The assaults culminated on Wednesday with an attempt to detonate a car bomb outside the headquarters of Citibank in Athens. The 60 kilogram device, assembled with ammonium nitrate fuel oil – the explosive used in the Oklahoma City bombing – could have destroyed the four-storey building and killed hundreds.

“From now on, the life of every cop is worth as much as a bullet, while their bodies are the ideal target practice,” the Sect of Revolutionaries declared in its maiden proclamation. “They, like the doughnuts that they eat, are no good without a hole in the middle.”

They may be bloodthirsty lefty lunatics, but those boys can write…(aka Mr Eugenides.)

Sir “David Ormond” knows best. And, the Libertarian Party of the UK tells it to you like it is.


David Davis

Personal Privacy” will have to be sacrificed in order to fight “terrorism” and suchlike.

We already knew that, but now they’re saying it out loud. And the LPUK has a much better-argued and fuller rendition (ha ha ha ha ha! Rendition! is this another word for the lefties to lynch or have they merely invented it to sound like clever-clogs?) of the matter.

You’d all better get your knickers down for him now, democrat girlies and war-haters that you are.


David Davis

A couple of hours ago, we posted this stuff here, ripping as it does the public-trousers (if you can call them that) off the bugger Kim Jong-Il.  He shot a woman on the Wireless Tele Vision. Hillary Clinton can’t want that, even though Monica Lewinski was also a woman.

Now, we learn that “North” Korea can point a missile at the continental USA. Personally I doubt that, but we have to be sure either way. It also means that he can point it at China, India, Japan, Russia, Pakistan (he won’t, it’s where he probably got it from at a Bootle-type-boot-fair) Persia, Arabia, Australia and New Zealand (better watch out just in case) Indonesia (he won’t) and so on.

Israel….NOW you’re talking! Everybody of course hates the Jews because they are so clever and thus they have to be killed in culls all the time, or they’ll rumble you and cause you to lose your tenured-university-job-teaching-Gramsco-Marxianism-to-those-who-have-been-Big-Brothered.
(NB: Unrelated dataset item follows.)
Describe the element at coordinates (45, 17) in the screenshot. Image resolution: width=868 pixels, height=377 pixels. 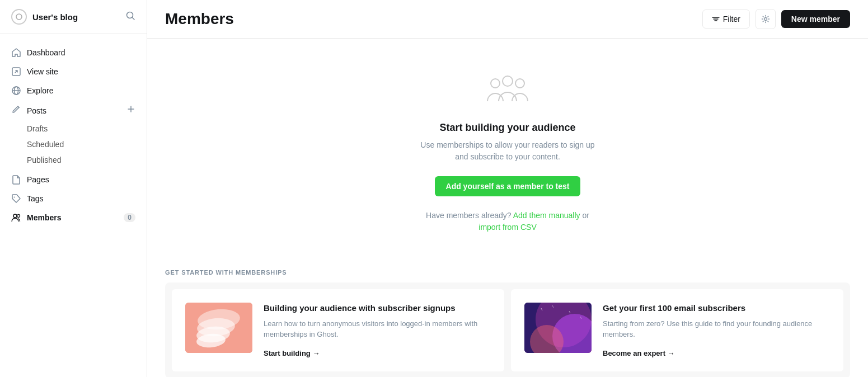
I see `sidebar-logo: User's blog` at that location.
He’ll get away with that one.

He can’t quite reach South Africa, but it’s gone Nazi so he will leave it.

I’ve never seen any Interior Minister behaving so shallowly…..


…..in my entire life, and I have lived past a quite a few now. (Interior Ministers are now always younger than I am.)

David Davis

Interesting pic on An Englishman’s Castle. Don’t know what you make of it, nor do I, but it says some things that she wants you to know. Here’s the thing:-

 

Good, I cna go for a pizza, now!

Good, I can go for a pizza, safely now!

Let’s give some tyrant or other another tiny kick downhill


It is not suitable to shoot women. Only communists, Gramsco-Marxians and the Prussian general Staff (as a tactic to be used in the terrorising into passivity of occupied regions) sanctioned it. Stalin learned it, rather quickly.

Sorry. It’s just that our strategic-focus-video-incorporation-outreach-Chimpanzee-Typewriter-Group-deputy-chief-assistant-activities-co-ordinator, er, pointed out that, we had not thrown rotting cabbages at Kim Jong-Il for some time, and it was high time we did. At least 9% of the duty-Chimps on this shift found themselves involuntarily typing about him, even without pre-briefing.  

Just so he knows we have not forgotten him, and all his works.

Tornado: here we are again


That’s much, much better: that’s the real thing. There’s quite enough energy in the Universe for trains to be just like that all the time. Much more intresting.